Will Farnaby made no comment, but lay there in silence, shaken by irrepressible shudderings.

"Well, if you won't do it yourself, I'll have to do it for you. Listen, Wilclass="underline" there was a snake, a big green snake, and you almost stepped on him. You almost stepped on him, and it gave you such a fright that you lost your balance, you fell. Now say it yourself-say it!"

"I almost stepped on him," he whispered obediently. "And then I ..." He couldn't say it. "Then I fell," he brought out at last, almost inaudibly.

All the horror of it came back to him-the nausea of fear, the panic start that had made him lose his balance, and then worse fear and the ghastly certainty that it was the end.

"Say it again."

"I almost stepped on him. And then ..."

He heard himself whimpering.

"That's right, Will. Cry-cry!"

The whimpering became a moaning. Ashamed, he clenched his teeth, and the moaning stopped.

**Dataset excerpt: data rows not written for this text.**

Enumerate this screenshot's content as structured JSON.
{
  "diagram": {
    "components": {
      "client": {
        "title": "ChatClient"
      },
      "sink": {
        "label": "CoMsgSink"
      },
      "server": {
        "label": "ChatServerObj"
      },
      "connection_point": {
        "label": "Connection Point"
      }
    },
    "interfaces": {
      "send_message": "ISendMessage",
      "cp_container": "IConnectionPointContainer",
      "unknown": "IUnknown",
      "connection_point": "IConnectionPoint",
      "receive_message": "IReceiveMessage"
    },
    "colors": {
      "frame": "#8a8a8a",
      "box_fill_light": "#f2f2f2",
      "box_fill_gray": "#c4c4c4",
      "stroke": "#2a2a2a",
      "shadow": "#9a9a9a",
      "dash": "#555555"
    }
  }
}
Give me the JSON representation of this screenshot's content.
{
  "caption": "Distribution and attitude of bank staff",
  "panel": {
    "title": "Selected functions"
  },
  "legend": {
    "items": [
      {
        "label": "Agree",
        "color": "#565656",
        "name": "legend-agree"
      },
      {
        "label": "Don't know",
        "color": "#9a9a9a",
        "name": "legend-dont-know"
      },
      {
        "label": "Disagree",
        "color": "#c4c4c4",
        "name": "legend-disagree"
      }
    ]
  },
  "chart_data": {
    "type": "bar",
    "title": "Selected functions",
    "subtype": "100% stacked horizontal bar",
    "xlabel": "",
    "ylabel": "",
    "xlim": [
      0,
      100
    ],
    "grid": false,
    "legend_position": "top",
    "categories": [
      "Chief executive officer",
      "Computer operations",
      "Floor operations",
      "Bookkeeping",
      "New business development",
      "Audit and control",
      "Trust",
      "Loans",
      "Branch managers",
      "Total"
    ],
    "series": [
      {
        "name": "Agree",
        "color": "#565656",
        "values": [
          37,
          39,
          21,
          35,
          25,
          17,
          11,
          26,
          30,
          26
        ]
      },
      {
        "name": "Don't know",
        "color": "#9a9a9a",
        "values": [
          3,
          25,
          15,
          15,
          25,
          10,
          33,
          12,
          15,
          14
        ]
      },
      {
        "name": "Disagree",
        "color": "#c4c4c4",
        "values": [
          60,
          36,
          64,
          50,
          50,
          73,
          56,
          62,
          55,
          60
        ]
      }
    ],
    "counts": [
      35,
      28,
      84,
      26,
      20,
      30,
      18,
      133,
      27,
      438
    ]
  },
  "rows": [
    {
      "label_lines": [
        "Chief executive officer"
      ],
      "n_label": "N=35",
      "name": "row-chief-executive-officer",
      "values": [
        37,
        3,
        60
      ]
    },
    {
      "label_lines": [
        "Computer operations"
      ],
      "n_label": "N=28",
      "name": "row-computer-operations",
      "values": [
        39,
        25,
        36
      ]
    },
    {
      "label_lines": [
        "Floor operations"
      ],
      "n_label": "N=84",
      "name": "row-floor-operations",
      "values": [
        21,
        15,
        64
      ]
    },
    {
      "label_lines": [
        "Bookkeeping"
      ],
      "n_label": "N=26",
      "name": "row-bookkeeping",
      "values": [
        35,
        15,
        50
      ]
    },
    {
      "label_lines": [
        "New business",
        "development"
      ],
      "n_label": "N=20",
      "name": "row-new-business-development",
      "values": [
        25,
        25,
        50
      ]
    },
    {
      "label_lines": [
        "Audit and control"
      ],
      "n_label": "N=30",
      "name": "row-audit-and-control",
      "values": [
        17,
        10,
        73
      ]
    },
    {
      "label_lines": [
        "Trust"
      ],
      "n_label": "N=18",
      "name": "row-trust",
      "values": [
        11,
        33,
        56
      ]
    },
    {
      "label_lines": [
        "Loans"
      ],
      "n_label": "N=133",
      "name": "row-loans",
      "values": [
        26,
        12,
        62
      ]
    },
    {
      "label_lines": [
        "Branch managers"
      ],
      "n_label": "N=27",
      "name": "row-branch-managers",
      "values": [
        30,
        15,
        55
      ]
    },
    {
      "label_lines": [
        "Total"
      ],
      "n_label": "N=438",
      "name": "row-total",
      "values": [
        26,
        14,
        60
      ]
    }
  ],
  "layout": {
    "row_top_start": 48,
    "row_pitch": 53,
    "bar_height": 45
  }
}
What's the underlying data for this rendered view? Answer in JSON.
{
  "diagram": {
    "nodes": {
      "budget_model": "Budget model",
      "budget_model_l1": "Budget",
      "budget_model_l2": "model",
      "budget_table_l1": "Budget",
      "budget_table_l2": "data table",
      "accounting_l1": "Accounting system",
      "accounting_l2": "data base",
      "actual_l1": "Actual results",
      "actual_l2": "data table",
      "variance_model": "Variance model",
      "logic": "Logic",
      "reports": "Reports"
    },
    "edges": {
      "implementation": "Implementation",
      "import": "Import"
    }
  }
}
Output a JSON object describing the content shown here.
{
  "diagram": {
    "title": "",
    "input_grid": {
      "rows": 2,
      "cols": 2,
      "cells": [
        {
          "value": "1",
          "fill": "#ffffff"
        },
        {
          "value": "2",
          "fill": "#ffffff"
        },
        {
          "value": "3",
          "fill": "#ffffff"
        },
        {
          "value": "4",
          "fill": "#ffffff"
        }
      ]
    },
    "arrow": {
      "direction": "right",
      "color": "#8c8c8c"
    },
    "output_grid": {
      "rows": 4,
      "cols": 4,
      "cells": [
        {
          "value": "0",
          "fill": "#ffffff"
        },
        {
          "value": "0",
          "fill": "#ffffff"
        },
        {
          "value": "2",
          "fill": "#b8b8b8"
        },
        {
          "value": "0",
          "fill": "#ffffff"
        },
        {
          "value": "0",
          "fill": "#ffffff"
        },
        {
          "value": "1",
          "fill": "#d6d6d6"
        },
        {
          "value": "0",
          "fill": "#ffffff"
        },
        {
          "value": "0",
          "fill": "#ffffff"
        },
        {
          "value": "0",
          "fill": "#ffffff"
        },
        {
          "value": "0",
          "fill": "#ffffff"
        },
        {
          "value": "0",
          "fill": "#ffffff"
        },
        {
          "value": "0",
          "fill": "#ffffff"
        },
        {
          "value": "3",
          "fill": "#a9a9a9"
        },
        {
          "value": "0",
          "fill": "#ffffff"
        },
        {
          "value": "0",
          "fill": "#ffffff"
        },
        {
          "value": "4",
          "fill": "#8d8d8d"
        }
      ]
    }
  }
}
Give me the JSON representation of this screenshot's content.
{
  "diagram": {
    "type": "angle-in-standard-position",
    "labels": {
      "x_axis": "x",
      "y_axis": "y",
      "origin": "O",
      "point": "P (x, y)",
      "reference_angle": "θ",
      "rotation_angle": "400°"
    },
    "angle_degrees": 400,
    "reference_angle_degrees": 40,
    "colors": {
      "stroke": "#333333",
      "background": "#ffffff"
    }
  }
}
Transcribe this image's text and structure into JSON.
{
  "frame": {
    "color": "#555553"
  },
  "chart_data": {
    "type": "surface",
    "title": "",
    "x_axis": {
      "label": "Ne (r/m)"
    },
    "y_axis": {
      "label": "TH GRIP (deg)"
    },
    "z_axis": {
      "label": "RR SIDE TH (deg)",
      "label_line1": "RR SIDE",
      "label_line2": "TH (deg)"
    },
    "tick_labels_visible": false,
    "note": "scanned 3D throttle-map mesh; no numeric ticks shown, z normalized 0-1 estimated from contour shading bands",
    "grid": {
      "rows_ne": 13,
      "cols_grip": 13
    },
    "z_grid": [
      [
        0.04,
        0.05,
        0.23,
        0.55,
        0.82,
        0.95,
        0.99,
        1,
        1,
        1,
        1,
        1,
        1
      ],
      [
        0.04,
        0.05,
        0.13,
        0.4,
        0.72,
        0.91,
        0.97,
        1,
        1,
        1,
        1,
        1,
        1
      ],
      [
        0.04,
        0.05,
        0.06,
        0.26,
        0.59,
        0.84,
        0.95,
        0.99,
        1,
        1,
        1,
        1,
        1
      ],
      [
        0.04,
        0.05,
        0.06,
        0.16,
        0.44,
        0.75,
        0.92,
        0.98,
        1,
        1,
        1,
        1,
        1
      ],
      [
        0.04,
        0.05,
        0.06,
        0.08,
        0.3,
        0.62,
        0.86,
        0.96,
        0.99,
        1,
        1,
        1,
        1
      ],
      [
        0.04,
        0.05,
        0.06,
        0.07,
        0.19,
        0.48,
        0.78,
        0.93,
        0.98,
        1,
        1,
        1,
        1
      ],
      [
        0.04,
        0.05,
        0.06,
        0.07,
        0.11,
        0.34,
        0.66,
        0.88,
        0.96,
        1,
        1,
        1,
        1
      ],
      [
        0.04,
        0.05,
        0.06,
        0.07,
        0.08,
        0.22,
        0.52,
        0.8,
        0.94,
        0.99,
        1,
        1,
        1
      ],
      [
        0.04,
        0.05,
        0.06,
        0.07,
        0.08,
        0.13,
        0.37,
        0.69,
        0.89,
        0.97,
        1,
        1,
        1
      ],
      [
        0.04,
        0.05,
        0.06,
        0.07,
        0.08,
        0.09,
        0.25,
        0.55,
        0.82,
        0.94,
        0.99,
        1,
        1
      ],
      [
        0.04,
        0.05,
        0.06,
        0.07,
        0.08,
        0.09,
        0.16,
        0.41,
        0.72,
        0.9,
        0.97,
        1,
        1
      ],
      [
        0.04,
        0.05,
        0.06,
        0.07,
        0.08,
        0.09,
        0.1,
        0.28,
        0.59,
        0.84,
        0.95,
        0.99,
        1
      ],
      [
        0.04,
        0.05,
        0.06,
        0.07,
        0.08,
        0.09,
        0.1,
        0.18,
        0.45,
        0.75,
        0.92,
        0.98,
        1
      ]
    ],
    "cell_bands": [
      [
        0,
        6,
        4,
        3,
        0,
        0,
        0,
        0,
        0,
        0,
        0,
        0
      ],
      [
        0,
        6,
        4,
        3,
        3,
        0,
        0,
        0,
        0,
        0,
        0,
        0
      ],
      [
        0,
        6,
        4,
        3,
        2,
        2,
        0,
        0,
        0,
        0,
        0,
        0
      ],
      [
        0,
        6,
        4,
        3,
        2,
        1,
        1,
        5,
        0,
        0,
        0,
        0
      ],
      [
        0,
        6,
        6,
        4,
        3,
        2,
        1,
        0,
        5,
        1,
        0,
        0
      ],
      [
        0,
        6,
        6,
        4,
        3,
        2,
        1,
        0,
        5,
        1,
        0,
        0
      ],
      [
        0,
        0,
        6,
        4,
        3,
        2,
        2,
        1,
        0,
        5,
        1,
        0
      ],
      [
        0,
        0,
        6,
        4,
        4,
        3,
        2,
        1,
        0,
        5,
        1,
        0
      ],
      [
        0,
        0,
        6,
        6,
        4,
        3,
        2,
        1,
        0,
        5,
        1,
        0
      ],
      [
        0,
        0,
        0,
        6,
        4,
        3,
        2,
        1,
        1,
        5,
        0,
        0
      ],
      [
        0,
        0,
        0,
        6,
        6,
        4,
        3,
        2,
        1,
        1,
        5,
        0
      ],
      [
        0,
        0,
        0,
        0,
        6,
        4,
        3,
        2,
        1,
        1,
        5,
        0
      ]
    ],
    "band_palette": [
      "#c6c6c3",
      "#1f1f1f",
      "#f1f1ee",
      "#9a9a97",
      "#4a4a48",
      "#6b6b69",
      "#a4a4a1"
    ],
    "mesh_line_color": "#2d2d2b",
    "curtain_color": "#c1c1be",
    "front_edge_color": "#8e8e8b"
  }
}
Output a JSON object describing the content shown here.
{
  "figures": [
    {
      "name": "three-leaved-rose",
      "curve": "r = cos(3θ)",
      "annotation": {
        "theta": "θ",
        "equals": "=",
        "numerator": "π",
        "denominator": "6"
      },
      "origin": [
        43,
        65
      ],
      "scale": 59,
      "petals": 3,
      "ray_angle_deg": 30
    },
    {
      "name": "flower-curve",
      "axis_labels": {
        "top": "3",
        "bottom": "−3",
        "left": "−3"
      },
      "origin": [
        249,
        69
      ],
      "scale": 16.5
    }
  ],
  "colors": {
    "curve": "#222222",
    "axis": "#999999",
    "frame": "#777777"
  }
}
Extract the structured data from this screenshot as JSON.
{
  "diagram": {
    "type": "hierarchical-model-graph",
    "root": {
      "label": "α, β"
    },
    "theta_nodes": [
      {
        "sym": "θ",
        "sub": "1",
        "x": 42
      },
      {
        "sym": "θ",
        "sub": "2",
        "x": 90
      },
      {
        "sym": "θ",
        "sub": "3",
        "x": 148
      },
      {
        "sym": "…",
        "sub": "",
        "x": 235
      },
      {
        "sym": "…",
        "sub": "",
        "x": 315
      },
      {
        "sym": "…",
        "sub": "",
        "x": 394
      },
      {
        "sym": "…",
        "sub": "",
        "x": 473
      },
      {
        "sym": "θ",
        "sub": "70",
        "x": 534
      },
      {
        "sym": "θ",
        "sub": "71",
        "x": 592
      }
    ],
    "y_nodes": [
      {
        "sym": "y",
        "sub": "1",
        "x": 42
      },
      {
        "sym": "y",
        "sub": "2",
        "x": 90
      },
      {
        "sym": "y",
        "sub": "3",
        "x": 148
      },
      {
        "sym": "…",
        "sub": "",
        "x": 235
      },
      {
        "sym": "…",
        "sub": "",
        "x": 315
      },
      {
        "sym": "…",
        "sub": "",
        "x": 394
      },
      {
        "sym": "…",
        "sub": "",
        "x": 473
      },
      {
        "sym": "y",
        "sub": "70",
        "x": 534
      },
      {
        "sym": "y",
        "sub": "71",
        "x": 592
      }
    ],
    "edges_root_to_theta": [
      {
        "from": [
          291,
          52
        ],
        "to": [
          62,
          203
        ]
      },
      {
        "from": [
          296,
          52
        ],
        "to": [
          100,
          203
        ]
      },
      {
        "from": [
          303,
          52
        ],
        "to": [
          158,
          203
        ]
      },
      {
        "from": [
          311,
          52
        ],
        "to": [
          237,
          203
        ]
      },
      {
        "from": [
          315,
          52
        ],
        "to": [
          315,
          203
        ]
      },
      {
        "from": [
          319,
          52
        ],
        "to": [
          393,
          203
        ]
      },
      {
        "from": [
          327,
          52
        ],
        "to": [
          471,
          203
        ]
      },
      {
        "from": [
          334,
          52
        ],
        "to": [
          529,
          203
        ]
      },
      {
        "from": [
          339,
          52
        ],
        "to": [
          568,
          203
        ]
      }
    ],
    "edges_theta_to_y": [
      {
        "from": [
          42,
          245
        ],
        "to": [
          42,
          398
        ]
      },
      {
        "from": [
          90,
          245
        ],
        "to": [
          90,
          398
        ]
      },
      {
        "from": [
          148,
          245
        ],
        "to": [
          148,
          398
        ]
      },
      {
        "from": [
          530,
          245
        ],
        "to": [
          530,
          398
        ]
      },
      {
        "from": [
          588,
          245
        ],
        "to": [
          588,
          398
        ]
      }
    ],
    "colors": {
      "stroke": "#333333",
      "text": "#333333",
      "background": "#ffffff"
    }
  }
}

"No, don't do that," she cried. "Let it come out if it wants to. Remember that snake, Will. Remember how you fell."

The moaning broke out again and he began to shudder more violently than ever.

"Now tell me what happened."

"I could see its eyes, I could see its tongue going in and out."

"Yes, you could see his tongue. And what happened then?"

"I lost my balance, I fell."

"Say it again, Will." He was sobbing now. "Say it again," she insisted.

"I fell."

"Again."

It was tearing him to pieces, but he said it. "I fell."

"Again, Will." She was implacable. "Again."

"I fell, I fell. I fell . . ."

Gradually the sobbing died down. The words came more easily and the memories they aroused were less painful.

"I fell," he repeated for the hundredth time.

"But you didn't fall very far," Mary Sarojini now said.

"No, I didn't fall very far," he agreed.

"So what's all the fuss about?" the child inquired.

There was no malice or irony in her tone, not the slightest implication of blame. She was just asking a simple, straightforward question that called for a simple, straightforward answer. Yes, what was all the fuss about? The snake hadn't bitten him; he hadn't broken his neck. And anyhow it had all happened yesterday. Today there were these butterflies, this bird that called one to attention, this strange child who talked to one like a Dutch uncle, looked like an angel out of some unfamiliar mythology and within five degrees of the equator was called, believe it or not, MacPhail. Will Farnaby laughed aloud.